SiC is further a competitive candidate as a first wall material in fusion
plasma devices.

A major requirement of  NiH structural material is hydrogen containment.
SiC will resist hydrogen diffusion out of the NiH reactor through the
deployment of a Si surface coat under hydrogen erosion.

The SiC surface facing the hydrogen envelope will erode as carbon combines
with hydrogen in the chemical reaction
SiC + 2H2 => Si  + CH4

A coat of Si will face the hydrogen envelope, and that will erode to the
gas SiH and SiH4.

See

http://ntrs.nasa.gov/archive/nasa/casi.ntrs.nasa.gov/19900001828.pdf

*Hydrogen - Silicon Carbon interaction*

This study was done in the temperature range of 1100C to 1400C.
A Carbon only material will erode though the CH4 reaction.
SiC is a material used for heat exchangers as is carbon. The major
advantage of SiC over carbon is it resistants' to hydrogen erosion.

Unlike other metallic structural materials like tungsten, SiC is abundant
with its major cost component being electrical power to sinter SiC from
sand and organic carbon. With the advent of LENR as a electric power
producer, that cost component should be drastically reduced.





On Wed, Mar 26, 2014 at 10:45 AM, Bob Cook <[email protected]> wrote:

>  Axil--
>
> You said: "My belief is, if it can handle fission of U235, it should
> handle LENR."
>
> U-235 fissioning only depends on being around a thermal neutron.  Si-C
> would have to maintain its NAE capability when it gets hot.  A large range
> of operating temperatures for LENR may not be in the cards.  Lets hope it
> is not, since it would imply that the LENR process would not have a
> negative temperature coeff.
>
>  If you are thinking about a dispersion of the NAE within a containment
> structure of Si-C then I would agree with you.  Plain graphite would
> probably work ok also as a containment structure.  .
>
> Bob
>
>
>
>  ----- Original Message -----
> *From:* Axil Axil <[email protected]>
> *To:* vortex-l <[email protected]>
> *Sent:* Tuesday, March 25, 2014 11:40 PM
> *Subject:* [Vo]:Why not Silicon Carbide for the NiH reactor?
>
>  The high sublimation temperature of SiC (approximately 2700 °C) makes it
> at the high end of the insolating ceramic operating temperature range..
> Silicon carbide does not melt at any known pressure. It is also highly
> inert chemically.
>
> Its high thermal conductivity, high electric field breakdown strength and
> high maximum current density make it most promising any type of LENR
> reaction.
>
> SiC also has a very low coefficient of thermal expansion (4.0 × 10-6/K)
> and experiences no phase transitions that would cause discontinuities in
> thermal expansion.
>
> On the downside, In the 1980s and 1990s, silicon carbide was studied in
> several research programs for high-temperature gas turbines in Europe,
> Japan and the United States. The components were intended to replace nickel
> superalloy turbine blades or nozzle vanes. However, none of these projects
> resulted in a production quantity, mainly because of its low impact
> resistance and its low fracture toughness.
>
> Silicon carbide is used in high temperature kilns such as for firing
> ceramics,
>
> Silicon carbide is an important structural  material in TRISO-coated fuel
> particles, the type of nuclear fuel found in high temperature gas cooled
> reactors (such as the Pebble Bed Reactor). A layer of silicon carbide gives
> coated fuel particles structural support and is the main diffusion barrier
> to the release of fission products.
>
> My belief is, if it can handle fission of U235, it should handle LENR.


Once the pictures are set aside, reproduce the entries below exactly.

-- RECORD EXTRACTS follows --

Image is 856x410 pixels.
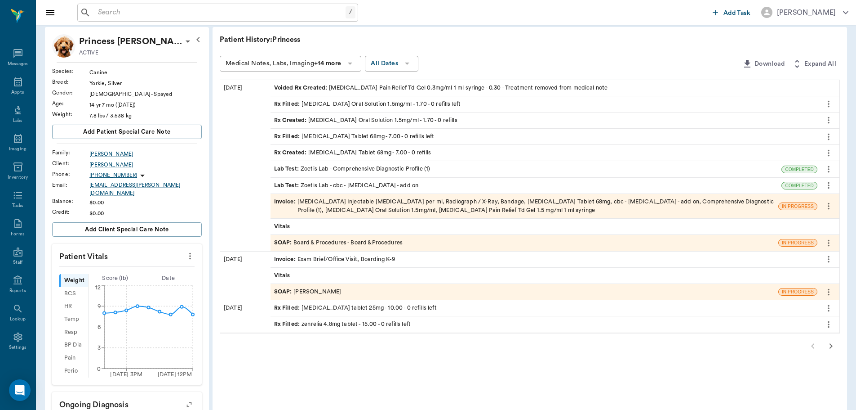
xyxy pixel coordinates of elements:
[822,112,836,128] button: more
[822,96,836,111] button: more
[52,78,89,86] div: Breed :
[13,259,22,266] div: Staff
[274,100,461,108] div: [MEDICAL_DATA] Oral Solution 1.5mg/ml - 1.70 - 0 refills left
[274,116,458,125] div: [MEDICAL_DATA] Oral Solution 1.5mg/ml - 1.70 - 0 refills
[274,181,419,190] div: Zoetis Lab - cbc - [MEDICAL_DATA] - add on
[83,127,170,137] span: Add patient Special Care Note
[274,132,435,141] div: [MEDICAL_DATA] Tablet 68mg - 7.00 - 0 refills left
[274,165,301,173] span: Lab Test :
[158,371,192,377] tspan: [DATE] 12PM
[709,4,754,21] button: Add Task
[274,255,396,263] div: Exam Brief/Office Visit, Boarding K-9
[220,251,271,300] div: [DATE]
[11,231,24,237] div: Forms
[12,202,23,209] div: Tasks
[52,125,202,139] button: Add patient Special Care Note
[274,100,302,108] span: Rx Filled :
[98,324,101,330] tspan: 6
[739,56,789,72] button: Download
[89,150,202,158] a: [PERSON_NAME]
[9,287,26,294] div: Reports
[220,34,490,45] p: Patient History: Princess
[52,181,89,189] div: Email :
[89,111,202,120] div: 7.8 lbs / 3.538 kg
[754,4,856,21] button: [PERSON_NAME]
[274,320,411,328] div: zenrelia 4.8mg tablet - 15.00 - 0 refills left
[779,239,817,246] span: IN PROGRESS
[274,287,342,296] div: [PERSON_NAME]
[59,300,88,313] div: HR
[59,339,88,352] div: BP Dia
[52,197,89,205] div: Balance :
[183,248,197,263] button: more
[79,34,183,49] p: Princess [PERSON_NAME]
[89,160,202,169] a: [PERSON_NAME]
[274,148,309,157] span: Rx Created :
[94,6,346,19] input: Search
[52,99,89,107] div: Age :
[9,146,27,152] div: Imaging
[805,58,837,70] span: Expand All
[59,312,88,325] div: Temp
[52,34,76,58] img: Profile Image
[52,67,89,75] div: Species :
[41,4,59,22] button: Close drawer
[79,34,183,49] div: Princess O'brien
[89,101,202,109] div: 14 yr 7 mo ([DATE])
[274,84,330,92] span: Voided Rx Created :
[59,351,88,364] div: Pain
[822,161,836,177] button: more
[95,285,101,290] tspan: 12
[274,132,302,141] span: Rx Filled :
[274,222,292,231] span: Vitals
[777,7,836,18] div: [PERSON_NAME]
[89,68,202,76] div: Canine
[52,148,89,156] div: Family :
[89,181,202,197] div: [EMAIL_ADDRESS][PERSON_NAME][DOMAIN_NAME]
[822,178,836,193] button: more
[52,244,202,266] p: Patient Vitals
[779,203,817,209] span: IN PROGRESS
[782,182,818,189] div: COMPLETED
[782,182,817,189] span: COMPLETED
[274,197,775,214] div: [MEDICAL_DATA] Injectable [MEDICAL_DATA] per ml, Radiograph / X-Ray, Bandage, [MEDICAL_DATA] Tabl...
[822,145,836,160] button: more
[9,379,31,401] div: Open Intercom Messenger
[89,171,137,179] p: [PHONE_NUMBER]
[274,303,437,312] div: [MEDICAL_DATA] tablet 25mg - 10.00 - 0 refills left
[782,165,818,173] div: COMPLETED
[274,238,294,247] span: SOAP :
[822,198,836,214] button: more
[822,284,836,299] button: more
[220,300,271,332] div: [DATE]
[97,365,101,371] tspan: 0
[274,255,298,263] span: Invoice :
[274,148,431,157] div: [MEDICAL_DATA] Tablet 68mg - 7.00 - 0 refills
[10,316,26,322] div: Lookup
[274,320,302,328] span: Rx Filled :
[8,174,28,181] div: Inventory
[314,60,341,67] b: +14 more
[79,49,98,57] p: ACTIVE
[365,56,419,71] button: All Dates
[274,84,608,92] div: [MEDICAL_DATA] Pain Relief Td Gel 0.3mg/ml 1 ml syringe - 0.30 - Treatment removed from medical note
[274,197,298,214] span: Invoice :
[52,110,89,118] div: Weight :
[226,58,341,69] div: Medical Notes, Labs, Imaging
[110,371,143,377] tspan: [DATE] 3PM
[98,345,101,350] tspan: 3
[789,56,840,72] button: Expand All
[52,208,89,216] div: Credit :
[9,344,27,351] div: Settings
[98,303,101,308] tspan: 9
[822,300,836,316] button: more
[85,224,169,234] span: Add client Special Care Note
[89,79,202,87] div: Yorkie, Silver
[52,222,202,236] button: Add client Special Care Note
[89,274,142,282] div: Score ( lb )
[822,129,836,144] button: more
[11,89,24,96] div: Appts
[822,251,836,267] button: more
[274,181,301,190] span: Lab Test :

-- RECORD EXTRACTS concluded --

ANSWER AREA:
Image is 856x410 pixels.
xyxy pixel coordinates of elements:
[822,112,836,128] button: more
[822,96,836,111] button: more
[52,78,89,86] div: Breed :
[13,259,22,266] div: Staff
[274,100,461,108] div: [MEDICAL_DATA] Oral Solution 1.5mg/ml - 1.70 - 0 refills left
[274,116,458,125] div: [MEDICAL_DATA] Oral Solution 1.5mg/ml - 1.70 - 0 refills
[274,181,419,190] div: Zoetis Lab - cbc - [MEDICAL_DATA] - add on
[83,127,170,137] span: Add patient Special Care Note
[274,132,435,141] div: [MEDICAL_DATA] Tablet 68mg - 7.00 - 0 refills left
[274,165,301,173] span: Lab Test :
[158,371,192,377] tspan: [DATE] 12PM
[709,4,754,21] button: Add Task
[274,255,396,263] div: Exam Brief/Office Visit, Boarding K-9
[220,251,271,300] div: [DATE]
[11,231,24,237] div: Forms
[12,202,23,209] div: Tasks
[52,125,202,139] button: Add patient Special Care Note
[274,100,302,108] span: Rx Filled :
[98,324,101,330] tspan: 6
[739,56,789,72] button: Download
[89,150,202,158] a: [PERSON_NAME]
[9,287,26,294] div: Reports
[220,34,490,45] p: Patient History: Princess
[52,181,89,189] div: Email :
[89,111,202,120] div: 7.8 lbs / 3.538 kg
[754,4,856,21] button: [PERSON_NAME]
[274,320,411,328] div: zenrelia 4.8mg tablet - 15.00 - 0 refills left
[779,239,817,246] span: IN PROGRESS
[274,287,342,296] div: [PERSON_NAME]
[59,300,88,313] div: HR
[59,339,88,352] div: BP Dia
[52,197,89,205] div: Balance :
[183,248,197,263] button: more
[79,34,183,49] p: Princess [PERSON_NAME]
[89,160,202,169] a: [PERSON_NAME]
[274,148,309,157] span: Rx Created :
[94,6,346,19] input: Search
[52,99,89,107] div: Age :
[9,146,27,152] div: Imaging
[805,58,837,70] span: Expand All
[59,312,88,325] div: Temp
[52,34,76,58] img: Profile Image
[52,67,89,75] div: Species :
[41,4,59,22] button: Close drawer
[79,34,183,49] div: Princess O'brien
[89,101,202,109] div: 14 yr 7 mo ([DATE])
[274,84,330,92] span: Voided Rx Created :
[59,351,88,364] div: Pain
[822,161,836,177] button: more
[95,285,101,290] tspan: 12
[274,132,302,141] span: Rx Filled :
[274,222,292,231] span: Vitals
[777,7,836,18] div: [PERSON_NAME]
[89,68,202,76] div: Canine
[52,148,89,156] div: Family :
[89,181,202,197] div: [EMAIL_ADDRESS][PERSON_NAME][DOMAIN_NAME]
[822,178,836,193] button: more
[52,244,202,266] p: Patient Vitals
[779,203,817,209] span: IN PROGRESS
[782,182,818,189] div: COMPLETED
[782,182,817,189] span: COMPLETED
[274,197,775,214] div: [MEDICAL_DATA] Injectable [MEDICAL_DATA] per ml, Radiograph / X-Ray, Bandage, [MEDICAL_DATA] Tabl...
[822,145,836,160] button: more
[9,379,31,401] div: Open Intercom Messenger
[89,171,137,179] p: [PHONE_NUMBER]
[274,303,437,312] div: [MEDICAL_DATA] tablet 25mg - 10.00 - 0 refills left
[782,165,818,173] div: COMPLETED
[274,238,294,247] span: SOAP :
[822,198,836,214] button: more
[822,284,836,299] button: more
[220,300,271,332] div: [DATE]
[97,365,101,371] tspan: 0
[274,255,298,263] span: Invoice :
[274,148,431,157] div: [MEDICAL_DATA] Tablet 68mg - 7.00 - 0 refills
[10,316,26,322] div: Lookup
[274,320,302,328] span: Rx Filled :
[8,174,28,181] div: Inventory
[314,60,341,67] b: +14 more
[79,49,98,57] p: ACTIVE
[365,56,419,71] button: All Dates
[274,84,608,92] div: [MEDICAL_DATA] Pain Relief Td Gel 0.3mg/ml 1 ml syringe - 0.30 - Treatment removed from medical note
[274,197,298,214] span: Invoice :
[52,110,89,118] div: Weight :
[226,58,341,69] div: Medical Notes, Labs, Imaging
[110,371,143,377] tspan: [DATE] 3PM
[98,345,101,350] tspan: 3
[789,56,840,72] button: Expand All
[52,208,89,216] div: Credit :
[9,344,27,351] div: Settings
[98,303,101,308] tspan: 9
[822,300,836,316] button: more
[85,224,169,234] span: Add client Special Care Note
[89,79,202,87] div: Yorkie, Silver
[52,222,202,236] button: Add client Special Care Note
[89,274,142,282] div: Score ( lb )
[822,129,836,144] button: more
[11,89,24,96] div: Appts
[822,251,836,267] button: more
[274,181,301,190] span: Lab Test :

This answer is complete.